Skip to content
On this page

For Reviewer

Functionality

Code reviewers must ensure the pull request (PR) passes all AC for a story. This check comes in addition to the functional testing done by the code author, i.e., the code author must not rely on code reviewers to catch basic functional issues on their behalf.

Code reviewers should focus their attention on the following:

  • Edge cases or bugs that the code author might not have considered.
  • Performance and security concerns.
  • Putting themselves in the user’s shoes (i.e., thinking of the User Experience).

Conventions

While there are no magic rules, developers must ensure they pick good names for everything:

  • A good name must be descriptive enough to fully communicate what the item is or does without being so long that it becomes hard to read. Very concise names without meaning, such as (‘a’, ‘i’, etc.) must be avoided.
  • Naming must follow the standard names on a specific stack.

Testing

Testing is required during development. So code reviewers must ensure author writes tests to cover their implementation code and that all added/modified tests are well-designed.

Positive areas

While code reviewers tend to focus on areas of improvement, they should offer encouragement and appreciation for good implementation and practices, e.g.:

  • The implementation is well described in the pull request description, making the review a breeze.
  • The code author has thought of edge cases that the code reviewer did not know about.
  • The code author has used practical algorithms that could improve complex logic effectively.

Speed of code review

Be aware of the speed When code reviews are slow, several things happen:

  • The velocity of the team as a whole is decreased.
  • Code health can be impacted.

When reviewers are slow, there is increased pressure on both:

  • Code reviewer: give review depth/quality that is not as detailed/good as it could be.
  • Author: allow the author(s) to submit PRs that are not as good as they could be.

How fast should code review be?

  • Reviewers should do a code review shortly after it comes in if they are not in the middle of a focused task.
  • One business day is the maximum time it should take to respond to a code review request (i.e., the first thing the next morning).
  • Following these guidelines means that a typical PR should get multiple rounds of review (if needed) within a single day.

Giving comments or feedback In general, code reviewers should be courteous and respectful while being very clear and helpful to code authors of the pull request. Code reviewers must avoid making code authors upset or contentious by always commenting about the code and never commenting about authors.

Be kind. Be humble. (I’m not sure - let’s look it up.) Ask for clarification. (I didn’t understand. Can you clarify?) Avoid selective ownership of code. (mine, not mine, yours) Don’t use hyperbole. (always, never, endlessly, nothing)

Giving guidance In general, the responsibility of the author is to fix the pull request, not the code reviewer. The code reviewers are not required to give a detailed solution or write code for the author of the pull request.

  • When giving guidance, the code reviewer should explain the reasoning why. If there are concerns or questions from the author, the code reviewer might consider bringing the topic to Slack for discussions or event calls if there is too much confusion. After that, post a follow-up comment summarizing the PR discussion.
  • Encourage code authors to simplify the code or add code comments instead of just explaining the complexity.
  • Balance giving explicit direction with just pointing out problems and letting code authors decide.
  • Accept that many programming decisions are opinions. Discuss tradeoffs, which you prefer, and resolve them quickly.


- **DIRECTIONS**
Copy every line below precisely as it appears.

- **DATA UNDER STUDY**
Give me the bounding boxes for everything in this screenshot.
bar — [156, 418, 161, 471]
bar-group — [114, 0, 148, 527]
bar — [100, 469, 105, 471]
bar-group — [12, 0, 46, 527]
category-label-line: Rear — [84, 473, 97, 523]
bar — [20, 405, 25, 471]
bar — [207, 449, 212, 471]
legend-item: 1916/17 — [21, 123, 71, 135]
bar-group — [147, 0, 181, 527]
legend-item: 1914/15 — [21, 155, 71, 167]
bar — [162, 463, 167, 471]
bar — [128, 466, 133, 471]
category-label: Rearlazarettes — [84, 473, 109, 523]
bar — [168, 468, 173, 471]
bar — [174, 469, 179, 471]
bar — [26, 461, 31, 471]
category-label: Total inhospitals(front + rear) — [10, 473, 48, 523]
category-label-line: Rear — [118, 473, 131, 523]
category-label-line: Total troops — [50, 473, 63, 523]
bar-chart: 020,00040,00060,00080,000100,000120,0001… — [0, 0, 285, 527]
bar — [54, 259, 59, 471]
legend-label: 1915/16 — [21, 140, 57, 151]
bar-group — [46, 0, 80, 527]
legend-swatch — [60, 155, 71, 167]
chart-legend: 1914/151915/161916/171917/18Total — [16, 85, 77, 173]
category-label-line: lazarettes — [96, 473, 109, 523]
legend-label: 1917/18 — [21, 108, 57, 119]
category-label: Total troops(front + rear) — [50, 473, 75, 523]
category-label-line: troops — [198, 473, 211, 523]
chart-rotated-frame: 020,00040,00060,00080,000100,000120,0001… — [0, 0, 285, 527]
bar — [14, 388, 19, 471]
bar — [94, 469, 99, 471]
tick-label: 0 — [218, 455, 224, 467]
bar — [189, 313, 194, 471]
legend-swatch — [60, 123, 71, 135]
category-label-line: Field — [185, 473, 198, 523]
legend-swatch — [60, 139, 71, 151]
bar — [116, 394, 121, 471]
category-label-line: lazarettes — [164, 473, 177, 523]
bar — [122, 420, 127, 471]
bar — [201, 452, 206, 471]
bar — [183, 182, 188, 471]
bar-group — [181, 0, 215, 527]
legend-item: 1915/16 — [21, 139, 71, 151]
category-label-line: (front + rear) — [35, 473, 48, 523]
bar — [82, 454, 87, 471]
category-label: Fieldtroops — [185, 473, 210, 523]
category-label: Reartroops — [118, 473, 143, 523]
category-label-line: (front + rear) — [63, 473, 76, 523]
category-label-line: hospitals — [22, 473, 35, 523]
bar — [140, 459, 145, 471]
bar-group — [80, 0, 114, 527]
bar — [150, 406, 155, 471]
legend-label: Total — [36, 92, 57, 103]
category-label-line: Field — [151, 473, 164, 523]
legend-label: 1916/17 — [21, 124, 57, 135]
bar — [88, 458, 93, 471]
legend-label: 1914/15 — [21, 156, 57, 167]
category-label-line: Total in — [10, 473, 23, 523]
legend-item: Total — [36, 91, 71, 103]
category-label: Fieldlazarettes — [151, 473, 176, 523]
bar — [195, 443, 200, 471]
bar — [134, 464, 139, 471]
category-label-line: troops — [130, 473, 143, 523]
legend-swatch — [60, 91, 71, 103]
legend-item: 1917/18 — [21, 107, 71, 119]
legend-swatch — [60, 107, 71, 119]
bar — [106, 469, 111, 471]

- **ANSWER TO THIS EXERCISE**
Give me the bounding boxes for everything in this screenshot.
bar — [156, 418, 161, 471]
bar-group — [114, 0, 148, 527]
bar — [100, 469, 105, 471]
bar-group — [12, 0, 46, 527]
category-label-line: Rear — [84, 473, 97, 523]
bar — [20, 405, 25, 471]
bar — [207, 449, 212, 471]
legend-item: 1916/17 — [21, 123, 71, 135]
bar-group — [147, 0, 181, 527]
legend-item: 1914/15 — [21, 155, 71, 167]
bar — [162, 463, 167, 471]
bar — [128, 466, 133, 471]
category-label: Rearlazarettes — [84, 473, 109, 523]
bar — [168, 468, 173, 471]
bar — [174, 469, 179, 471]
bar — [26, 461, 31, 471]
category-label: Total inhospitals(front + rear) — [10, 473, 48, 523]
category-label-line: Rear — [118, 473, 131, 523]
category-label-line: Total troops — [50, 473, 63, 523]
bar-chart: 020,00040,00060,00080,000100,000120,0001… — [0, 0, 285, 527]
bar — [54, 259, 59, 471]
legend-label: 1915/16 — [21, 140, 57, 151]
bar-group — [46, 0, 80, 527]
legend-swatch — [60, 155, 71, 167]
chart-legend: 1914/151915/161916/171917/18Total — [16, 85, 77, 173]
category-label-line: lazarettes — [96, 473, 109, 523]
legend-label: 1917/18 — [21, 108, 57, 119]
category-label: Total troops(front + rear) — [50, 473, 75, 523]
category-label-line: troops — [198, 473, 211, 523]
chart-rotated-frame: 020,00040,00060,00080,000100,000120,0001… — [0, 0, 285, 527]
bar — [14, 388, 19, 471]
bar — [94, 469, 99, 471]
tick-label: 0 — [218, 455, 224, 467]
bar — [189, 313, 194, 471]
legend-swatch — [60, 123, 71, 135]
category-label-line: Field — [185, 473, 198, 523]
legend-swatch — [60, 139, 71, 151]
bar — [116, 394, 121, 471]
category-label-line: lazarettes — [164, 473, 177, 523]
bar — [122, 420, 127, 471]
bar — [201, 452, 206, 471]
bar — [183, 182, 188, 471]
bar-group — [181, 0, 215, 527]
legend-item: 1915/16 — [21, 139, 71, 151]
category-label-line: (front + rear) — [35, 473, 48, 523]
bar — [82, 454, 87, 471]
category-label: Fieldtroops — [185, 473, 210, 523]
category-label: Reartroops — [118, 473, 143, 523]
category-label-line: (front + rear) — [63, 473, 76, 523]
category-label-line: hospitals — [22, 473, 35, 523]
bar — [140, 459, 145, 471]
bar-group — [80, 0, 114, 527]
bar — [150, 406, 155, 471]
legend-label: Total — [36, 92, 57, 103]
category-label-line: Field — [151, 473, 164, 523]
legend-label: 1916/17 — [21, 124, 57, 135]
bar — [88, 458, 93, 471]
legend-label: 1914/15 — [21, 156, 57, 167]
category-label-line: Total in — [10, 473, 23, 523]
legend-item: Total — [36, 91, 71, 103]
category-label: Fieldlazarettes — [151, 473, 176, 523]
bar — [195, 443, 200, 471]
bar — [134, 464, 139, 471]
category-label-line: troops — [130, 473, 143, 523]
legend-swatch — [60, 91, 71, 103]
legend-item: 1917/18 — [21, 107, 71, 119]
legend-swatch — [60, 107, 71, 119]
bar — [106, 469, 111, 471]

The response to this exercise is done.